Publisher and Bookseller


Book Description

Vols. for 1871-76, 1913-14 include an extra number, The Christmas bookseller, separately paged and not included in the consecutive numbering of the regular series.










Literature of Travel and Exploration


Book Description

Containing more than 600 entries, this valuable resource presents all aspects of travel writing. There are entries on places and routes (Afghanistan, Black Sea, Egypt, Gobi Desert, Hawaii, Himalayas, Italy, Northwest Passage, Samarkand, Silk Route, Timbuktu), writers (Isabella Bird, Ibn Battuta, Bruce Chatwin, Gustave Flaubert, Mary Kingsley, Walter Ralegh, Wilfrid Thesiger), methods of transport and types of journey (balloon, camel, grand tour, hunting and big game expeditions, pilgrimage, space travel and exploration), genres (buccaneer narratives, guidebooks, New World chronicles, postcards), companies and societies (East India Company, Royal Geographical Society, Society of Dilettanti), and issues and themes (censorship, exile, orientalism, and tourism). For a full list of entries and contributors, a generous selection of sample entries, and more, visit the Literature of Travel and Exploration: An Encyclopedia website.




The Moral and Market Economies of Bread


Book Description

From the 1770s the Vienna bread market was rocked by a series of politico-economic and technological changes that questioned the way this everyday foodstuff was sold and produced. In this book, Jonas Albrecht explores how this reconfiguration of the bread market had wide-reaching and significant consequences for a society who relied on this foodstuff to live. Before 1860 the production and selling of bread was embedded into a moral economy with distinct regulations. But as the grain market expanded and new cereal varieties arrived from the empire's peripheries reformers sought to create a 'free' market through liberalizing reforms. The Moral and Market Economies of Bread shows that while terminating market regulation did mobilize and diversify Vienna's bread market in spatial terms, it intensified inequality among consumers. As opaque prices, non-transparent market procedures and diverging power relations between producers and consumers led to unrest, city officials and bakers struggled to meet the shortcomings of the free market from within. This book brings economic, social and urban histories together and employs a spatial approach and GIS methods to explore the relationship between market and society, and capitalism at large.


-- What this task involves --
Write each line word for word, from the line that contains "This screenshot has height=438, width=804." through the last line of the material below.

-- Input data --
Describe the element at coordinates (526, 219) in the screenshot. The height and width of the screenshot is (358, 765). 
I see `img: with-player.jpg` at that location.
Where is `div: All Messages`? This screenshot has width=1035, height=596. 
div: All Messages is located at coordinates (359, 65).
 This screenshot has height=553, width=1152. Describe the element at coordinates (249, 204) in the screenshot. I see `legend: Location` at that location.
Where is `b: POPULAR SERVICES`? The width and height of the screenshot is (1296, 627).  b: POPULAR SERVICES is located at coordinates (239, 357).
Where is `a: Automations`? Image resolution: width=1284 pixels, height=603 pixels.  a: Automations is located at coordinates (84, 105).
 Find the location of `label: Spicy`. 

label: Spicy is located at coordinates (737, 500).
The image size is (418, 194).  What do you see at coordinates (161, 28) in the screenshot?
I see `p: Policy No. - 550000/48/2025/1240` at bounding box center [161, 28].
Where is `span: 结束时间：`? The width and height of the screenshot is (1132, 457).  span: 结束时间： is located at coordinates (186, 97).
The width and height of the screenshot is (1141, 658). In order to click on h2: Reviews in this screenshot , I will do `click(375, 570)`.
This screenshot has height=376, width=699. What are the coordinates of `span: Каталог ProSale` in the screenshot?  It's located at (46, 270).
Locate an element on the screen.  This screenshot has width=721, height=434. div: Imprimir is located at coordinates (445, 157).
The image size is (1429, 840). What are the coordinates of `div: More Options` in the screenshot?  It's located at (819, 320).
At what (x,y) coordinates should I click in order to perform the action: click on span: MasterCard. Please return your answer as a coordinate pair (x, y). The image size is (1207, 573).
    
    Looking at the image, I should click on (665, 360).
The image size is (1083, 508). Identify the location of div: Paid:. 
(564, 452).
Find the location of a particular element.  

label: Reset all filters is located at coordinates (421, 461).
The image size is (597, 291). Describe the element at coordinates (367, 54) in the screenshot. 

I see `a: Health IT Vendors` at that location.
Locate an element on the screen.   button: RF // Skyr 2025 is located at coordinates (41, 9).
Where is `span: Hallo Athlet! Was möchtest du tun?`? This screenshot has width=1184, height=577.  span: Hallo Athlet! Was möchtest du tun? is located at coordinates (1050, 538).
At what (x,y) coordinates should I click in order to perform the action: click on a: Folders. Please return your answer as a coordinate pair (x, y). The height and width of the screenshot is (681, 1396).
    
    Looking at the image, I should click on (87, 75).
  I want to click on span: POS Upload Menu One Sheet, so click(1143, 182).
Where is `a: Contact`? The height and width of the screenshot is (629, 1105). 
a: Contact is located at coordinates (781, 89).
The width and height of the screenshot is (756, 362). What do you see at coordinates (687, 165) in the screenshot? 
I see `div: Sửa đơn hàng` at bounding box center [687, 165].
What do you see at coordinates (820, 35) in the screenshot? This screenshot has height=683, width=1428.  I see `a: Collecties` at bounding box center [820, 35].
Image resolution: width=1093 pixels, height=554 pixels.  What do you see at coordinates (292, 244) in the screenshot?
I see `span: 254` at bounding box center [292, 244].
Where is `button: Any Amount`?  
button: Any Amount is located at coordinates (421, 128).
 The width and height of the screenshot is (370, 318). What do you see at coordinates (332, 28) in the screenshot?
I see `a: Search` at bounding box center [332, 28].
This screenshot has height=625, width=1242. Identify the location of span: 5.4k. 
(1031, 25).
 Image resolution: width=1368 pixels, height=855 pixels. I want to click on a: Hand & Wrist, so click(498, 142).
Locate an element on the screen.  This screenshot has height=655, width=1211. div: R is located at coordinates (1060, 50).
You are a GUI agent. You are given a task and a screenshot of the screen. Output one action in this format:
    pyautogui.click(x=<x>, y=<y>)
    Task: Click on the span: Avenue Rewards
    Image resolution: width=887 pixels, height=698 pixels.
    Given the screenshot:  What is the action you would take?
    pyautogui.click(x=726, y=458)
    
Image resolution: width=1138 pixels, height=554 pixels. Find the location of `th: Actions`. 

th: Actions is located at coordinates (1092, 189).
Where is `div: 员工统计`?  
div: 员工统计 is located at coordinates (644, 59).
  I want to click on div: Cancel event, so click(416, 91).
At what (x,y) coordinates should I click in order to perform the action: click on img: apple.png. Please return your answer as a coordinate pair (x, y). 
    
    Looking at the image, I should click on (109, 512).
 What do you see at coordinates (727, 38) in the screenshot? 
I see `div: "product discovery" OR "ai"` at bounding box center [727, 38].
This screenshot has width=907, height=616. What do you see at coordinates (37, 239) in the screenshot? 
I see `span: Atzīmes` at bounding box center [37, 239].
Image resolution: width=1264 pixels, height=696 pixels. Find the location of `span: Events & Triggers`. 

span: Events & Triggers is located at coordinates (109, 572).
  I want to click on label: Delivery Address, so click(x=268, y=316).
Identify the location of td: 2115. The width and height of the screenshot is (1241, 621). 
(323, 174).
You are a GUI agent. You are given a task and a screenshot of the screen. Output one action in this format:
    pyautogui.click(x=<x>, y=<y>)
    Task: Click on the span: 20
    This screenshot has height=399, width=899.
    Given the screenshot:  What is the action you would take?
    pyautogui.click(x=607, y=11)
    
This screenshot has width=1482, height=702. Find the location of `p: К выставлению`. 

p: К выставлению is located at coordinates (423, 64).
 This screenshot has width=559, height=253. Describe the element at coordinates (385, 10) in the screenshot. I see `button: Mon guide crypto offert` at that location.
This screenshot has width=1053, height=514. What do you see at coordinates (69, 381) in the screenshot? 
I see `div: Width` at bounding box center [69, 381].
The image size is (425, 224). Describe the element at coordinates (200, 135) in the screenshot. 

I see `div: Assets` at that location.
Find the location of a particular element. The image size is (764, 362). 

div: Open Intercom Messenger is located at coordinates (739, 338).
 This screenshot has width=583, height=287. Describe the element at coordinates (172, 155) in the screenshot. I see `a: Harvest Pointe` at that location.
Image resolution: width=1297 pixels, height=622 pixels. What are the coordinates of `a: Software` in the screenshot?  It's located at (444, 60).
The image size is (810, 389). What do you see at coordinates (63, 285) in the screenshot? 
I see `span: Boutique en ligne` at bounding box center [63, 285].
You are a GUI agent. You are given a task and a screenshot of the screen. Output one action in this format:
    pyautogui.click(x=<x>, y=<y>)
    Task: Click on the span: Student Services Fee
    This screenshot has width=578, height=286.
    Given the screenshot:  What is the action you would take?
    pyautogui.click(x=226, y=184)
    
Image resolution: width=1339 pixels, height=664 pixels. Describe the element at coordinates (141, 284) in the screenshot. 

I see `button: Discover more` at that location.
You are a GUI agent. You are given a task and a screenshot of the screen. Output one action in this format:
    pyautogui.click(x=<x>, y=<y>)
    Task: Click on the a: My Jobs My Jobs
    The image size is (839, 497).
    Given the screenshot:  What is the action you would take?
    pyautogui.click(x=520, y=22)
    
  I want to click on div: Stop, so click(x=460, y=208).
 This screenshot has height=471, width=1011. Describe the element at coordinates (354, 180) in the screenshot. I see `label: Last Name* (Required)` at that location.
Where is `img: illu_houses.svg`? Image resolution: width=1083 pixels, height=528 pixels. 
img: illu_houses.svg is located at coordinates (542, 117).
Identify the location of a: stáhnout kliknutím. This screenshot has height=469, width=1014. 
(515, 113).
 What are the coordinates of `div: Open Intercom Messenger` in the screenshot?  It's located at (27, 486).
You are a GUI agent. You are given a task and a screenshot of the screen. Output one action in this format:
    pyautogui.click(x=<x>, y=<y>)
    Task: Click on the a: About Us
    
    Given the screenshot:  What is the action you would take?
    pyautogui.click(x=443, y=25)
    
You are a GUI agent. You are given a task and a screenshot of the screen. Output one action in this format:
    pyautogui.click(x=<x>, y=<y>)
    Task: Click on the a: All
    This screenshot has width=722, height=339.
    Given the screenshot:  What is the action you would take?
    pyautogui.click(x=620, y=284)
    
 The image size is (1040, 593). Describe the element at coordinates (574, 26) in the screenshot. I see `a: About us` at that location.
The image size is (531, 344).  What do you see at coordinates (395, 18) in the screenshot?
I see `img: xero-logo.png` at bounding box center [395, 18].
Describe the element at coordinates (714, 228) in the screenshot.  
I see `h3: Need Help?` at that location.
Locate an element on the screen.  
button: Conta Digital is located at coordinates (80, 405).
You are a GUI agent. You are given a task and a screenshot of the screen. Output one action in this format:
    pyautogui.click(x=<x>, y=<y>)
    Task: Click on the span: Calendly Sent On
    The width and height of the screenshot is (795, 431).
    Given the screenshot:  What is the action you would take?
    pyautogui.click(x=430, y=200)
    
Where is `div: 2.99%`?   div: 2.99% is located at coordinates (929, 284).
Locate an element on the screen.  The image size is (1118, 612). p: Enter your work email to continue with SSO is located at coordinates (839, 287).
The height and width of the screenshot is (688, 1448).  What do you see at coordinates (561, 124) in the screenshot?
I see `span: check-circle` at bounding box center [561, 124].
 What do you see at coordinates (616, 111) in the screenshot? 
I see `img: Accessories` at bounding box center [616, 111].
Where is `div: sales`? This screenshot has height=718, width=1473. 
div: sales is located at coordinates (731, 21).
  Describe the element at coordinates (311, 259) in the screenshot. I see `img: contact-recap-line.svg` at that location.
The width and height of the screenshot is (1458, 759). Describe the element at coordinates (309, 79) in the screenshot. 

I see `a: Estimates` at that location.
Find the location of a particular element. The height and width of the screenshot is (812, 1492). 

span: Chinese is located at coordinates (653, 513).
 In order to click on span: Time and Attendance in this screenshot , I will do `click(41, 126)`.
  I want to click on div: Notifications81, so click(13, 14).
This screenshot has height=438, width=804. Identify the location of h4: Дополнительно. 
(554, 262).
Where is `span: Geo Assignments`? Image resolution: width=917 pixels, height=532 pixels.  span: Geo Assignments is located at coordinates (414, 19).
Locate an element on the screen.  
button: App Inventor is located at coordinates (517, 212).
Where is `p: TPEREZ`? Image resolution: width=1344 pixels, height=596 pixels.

-- Answer for the task --
This screenshot has height=438, width=804. Identify the location of h4: Дополнительно. 
(554, 262).
Where is `span: Geo Assignments`? Image resolution: width=917 pixels, height=532 pixels.  span: Geo Assignments is located at coordinates (414, 19).
Locate an element on the screen.  
button: App Inventor is located at coordinates (517, 212).
Where is `p: TPEREZ`? Image resolution: width=1344 pixels, height=596 pixels.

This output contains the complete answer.